What If Your Child Has A Math Phobia?
Sometimes math just looks too difficult. If you let that attitude fester, then you might end up with a phobia. If you are lucky enough to see it early, you can take steps to remove the dread of math, but what if your child tells you – in different words – that they have a math phobia?
One of the problems is best explained by the cliché – you can’t see the woods for the trees. There are so many difficult math questions in the test that panic sets in. Rather than taking a methodical approach, the child just sees the whole forest and doesn’t take the questions one tree at a time.
The Teacher
First, you need to look at the teachers. If they are not enthusiastic then that lack of interest will roll over to the student. In schools where the teacher handles a range of topics, it may be that English and science are their thing and math is just one of those subjects they must teach.
The teacher needs to stay enthusiastic whatever the student’s viewpoint. (As a parent, keep your own math performance out of it. If your child knows you sucked at math, then low expectations could be the norm.) Smaller children like numbers and games with math so they can like math if helped correctly.
Confidence Is the Key
If you, as the teacher are able to remain confident even if the subject bored you at school, this confidence will roll off onto the children. If you, as the parent, really can’t stop those feelings about math, then explaining this to the child will make them aware that it’s your reaction and not theirs. They will then know the situation and you will design ways to make sure the student doesn’t fall into the same trap.

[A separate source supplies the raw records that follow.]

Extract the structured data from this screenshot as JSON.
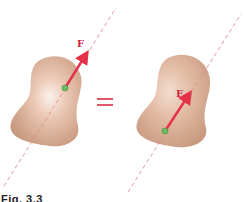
{
  "figure": {
    "caption": "Fig. 3.3",
    "left": {
      "force_label": "F",
      "line_of_action": {
        "x1": 4,
        "y1": 186,
        "x2": 116,
        "y2": 8
      },
      "point_of_application": {
        "x": 65,
        "y": 88
      },
      "arrow_tip": {
        "x": 88,
        "y": 51
      }
    },
    "equals_sign": "=",
    "right": {
      "force_label": "F",
      "line_of_action": {
        "x1": 128,
        "y1": 192,
        "x2": 241,
        "y2": 14
      },
      "point_of_application": {
        "x": 165,
        "y": 131
      },
      "arrow_tip": {
        "x": 191,
        "y": 92
      }
    },
    "colors": {
      "force_arrow": "#e5304a",
      "dashed_line": "#e58a96",
      "body_fill": "#d9b19a",
      "body_highlight": "#f7ece4",
      "point": "#6dbb5e",
      "equals": "#e0566a",
      "label": "#c8233c"
    }
  }
}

You need to explain to children why math is important and show them real examples. Learning times tables by rote isn’t fun, but it can become fun if you show real life examples of where it’s helpful for children to know their times tables to be able to achieve something that is important to them.
The Solution
There are many possible solutions to the issue of math phobia. The first is to look at the way math is being taught. If the teacher has the rule that it’s taught the one way and no other then this might conflict with the way the student learns. Children are not all the same and some need to look at a math problem from a different angle or approach so they can find a different way to reason out the answer. Just one minor change in teaching how to get to a math result might be the difference between math failure and passing the test.
Students shouldn’t worry about getting questions wrong as long as they understand the correct process of getting the answer. Stressing the results of those answers which are correct will give the student confidence. This is key, as lack of confidence in finding the right answer is at the heart of having a math phobia.
Test Technique
Another way to help students is to explain carefully that it’s best to take one question at a time. When they face their first long story book they aren’t expected to read every page immediately. They take one page at a time until they complete a chapter. Then they take a rest before starting on chapter two and so on.
Math is just the same. Being faced with 100 questions looks a difficult task for a person with a math phobia. As an alternative way of focusing on getting through the test, is to miss out the really tough looking questions and do the easy ones so they will at least get a grade. The more easy questions answered, the higher the overall score. And focus on one question at a time.